Cancel a Jenkins queue item. Requires JENKINS_MCP_ENABLE_WRITES=1.
AI agents call jenkins_cancel_queue_item to permanently remove resources in Jenkins Http — typically in cleanup and lifecycle workflows. It does its job in a single call, and there is no undo.
Cancelling a queue item irreversibly removes it from the Jenkins build queue. Once cancelled, that queued build is gone and cannot be recovered or re-queued automatically, making this a destructive action. The requirement of JENKINS_MCP_ENABLE_WRITES=1 confirms it mutates server state. High severity because misuse could cancel critical CI/CD builds silently.
From the tool's definition Cancel a Jenkins queue item
Attacks that exploit this kind of access
Cancel a Jenkins queue item. Requires JENKINS_MCP_ENABLE_WRITES=1. It is categorised as a Destructive tool in the Jenkins Http MCP Server, which means it can permanently delete or destroy data. Block by default and require explicit approval.
Register the Jenkins Http MCP server in PolicyLayer and add a rule for jenkins_cancel_queue_item: allow, deny, rate-limit, or require approval. Point your MCP client at the PolicyLayer proxy URL and the rule is enforced on every call, before it reaches Jenkins Http.

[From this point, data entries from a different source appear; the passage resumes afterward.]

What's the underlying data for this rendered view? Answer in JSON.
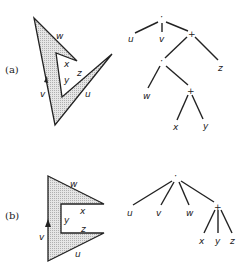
{
  "figures": [
    {
      "tag": "(a)",
      "polygon": {
        "points": "34,18 77,61 56,53 62,97 112,54 55,125",
        "fill": "#d4d4d4",
        "edge_labels": {
          "w": "w",
          "x": "x",
          "y": "y",
          "z": "z",
          "u": "u",
          "v": "v"
        }
      },
      "tree": {
        "root": "·",
        "nodes": [
          "·",
          "u",
          "v",
          "+",
          "·",
          "z",
          "w",
          "+",
          "x",
          "y"
        ]
      }
    },
    {
      "tag": "(b)",
      "polygon": {
        "points": "48,176 104,204 61,204 61,233 104,233 48,261",
        "fill": "#d4d4d4",
        "edge_labels": {
          "w": "w",
          "x": "x",
          "y": "y",
          "z": "z",
          "u": "u",
          "v": "v"
        }
      },
      "tree": {
        "root": "·",
        "nodes": [
          "·",
          "u",
          "v",
          "w",
          "+",
          "x",
          "y",
          "z"
        ]
      }
    }
  ]
}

Nothing to install.
jenkins_cancel_queue_item is a Destructive tool with critical risk. Critical-risk tools should be blocked by default and only enabled with explicit human approval.

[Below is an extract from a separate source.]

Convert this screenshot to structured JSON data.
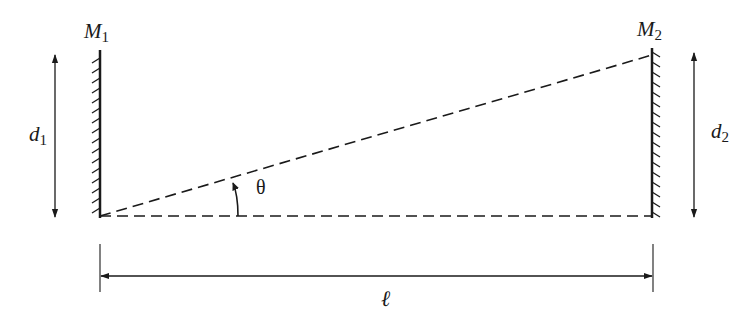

Yes. Add a rate_limit block to the jenkins_cancel_queue_item rule in your PolicyLayer policy. For example, setting max: 10 and window: 60 limits the tool to 10 calls per minute. Rate limits are tracked per agent session and reset automatically.
Set action: deny in the PolicyLayer policy for jenkins_cancel_queue_item. The AI agent will receive a policy violation error and cannot call the tool. You can also include a reason field to explain why the tool is blocked.

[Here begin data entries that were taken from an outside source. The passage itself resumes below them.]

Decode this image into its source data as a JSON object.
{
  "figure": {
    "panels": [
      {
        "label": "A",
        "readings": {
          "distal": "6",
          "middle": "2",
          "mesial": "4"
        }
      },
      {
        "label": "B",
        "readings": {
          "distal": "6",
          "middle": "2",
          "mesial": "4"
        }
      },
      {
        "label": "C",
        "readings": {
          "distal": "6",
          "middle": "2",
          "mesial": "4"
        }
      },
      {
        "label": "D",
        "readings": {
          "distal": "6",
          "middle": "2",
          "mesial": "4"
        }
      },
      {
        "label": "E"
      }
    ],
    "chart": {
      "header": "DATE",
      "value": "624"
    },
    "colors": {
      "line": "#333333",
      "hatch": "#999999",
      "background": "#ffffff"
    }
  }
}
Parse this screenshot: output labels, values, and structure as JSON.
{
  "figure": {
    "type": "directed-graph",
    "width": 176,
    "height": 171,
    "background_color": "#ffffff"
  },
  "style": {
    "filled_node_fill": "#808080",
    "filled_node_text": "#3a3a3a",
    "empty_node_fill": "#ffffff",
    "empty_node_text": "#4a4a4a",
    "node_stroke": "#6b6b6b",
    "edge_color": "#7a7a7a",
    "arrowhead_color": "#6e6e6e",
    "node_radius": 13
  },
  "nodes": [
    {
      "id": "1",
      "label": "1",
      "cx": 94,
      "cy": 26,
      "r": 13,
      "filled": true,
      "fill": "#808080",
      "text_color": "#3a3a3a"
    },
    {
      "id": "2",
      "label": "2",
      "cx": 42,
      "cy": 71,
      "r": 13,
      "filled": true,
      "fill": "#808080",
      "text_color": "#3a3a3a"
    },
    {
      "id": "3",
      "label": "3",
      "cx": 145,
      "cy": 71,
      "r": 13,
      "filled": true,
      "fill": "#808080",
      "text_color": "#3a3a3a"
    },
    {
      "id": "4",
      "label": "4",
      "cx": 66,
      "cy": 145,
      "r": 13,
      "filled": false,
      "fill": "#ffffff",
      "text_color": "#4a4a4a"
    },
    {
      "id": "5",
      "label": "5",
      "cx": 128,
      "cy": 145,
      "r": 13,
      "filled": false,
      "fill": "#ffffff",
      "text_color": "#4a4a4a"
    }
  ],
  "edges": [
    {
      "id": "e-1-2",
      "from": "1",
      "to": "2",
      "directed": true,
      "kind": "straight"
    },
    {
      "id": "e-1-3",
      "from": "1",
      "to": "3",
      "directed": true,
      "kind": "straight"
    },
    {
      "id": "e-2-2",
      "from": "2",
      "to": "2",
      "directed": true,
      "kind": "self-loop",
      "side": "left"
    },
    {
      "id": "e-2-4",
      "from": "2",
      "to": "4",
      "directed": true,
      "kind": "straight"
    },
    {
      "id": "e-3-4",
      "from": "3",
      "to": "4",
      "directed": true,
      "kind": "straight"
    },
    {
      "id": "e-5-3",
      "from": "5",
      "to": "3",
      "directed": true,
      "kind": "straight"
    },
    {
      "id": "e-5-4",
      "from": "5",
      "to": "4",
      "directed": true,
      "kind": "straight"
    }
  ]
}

jenkins_cancel_queue_item is provided by the Jenkins Http MCP server (mdtahmidhossain/jenkins-http-mcp-server). PolicyLayer sits as a proxy in front of this server to enforce policies before tool calls reach the server.
Every MCP server has a record like this.
Type a name, get the same breakdown: verified identity, auth posture, risk grade, capabilities, recommended policy.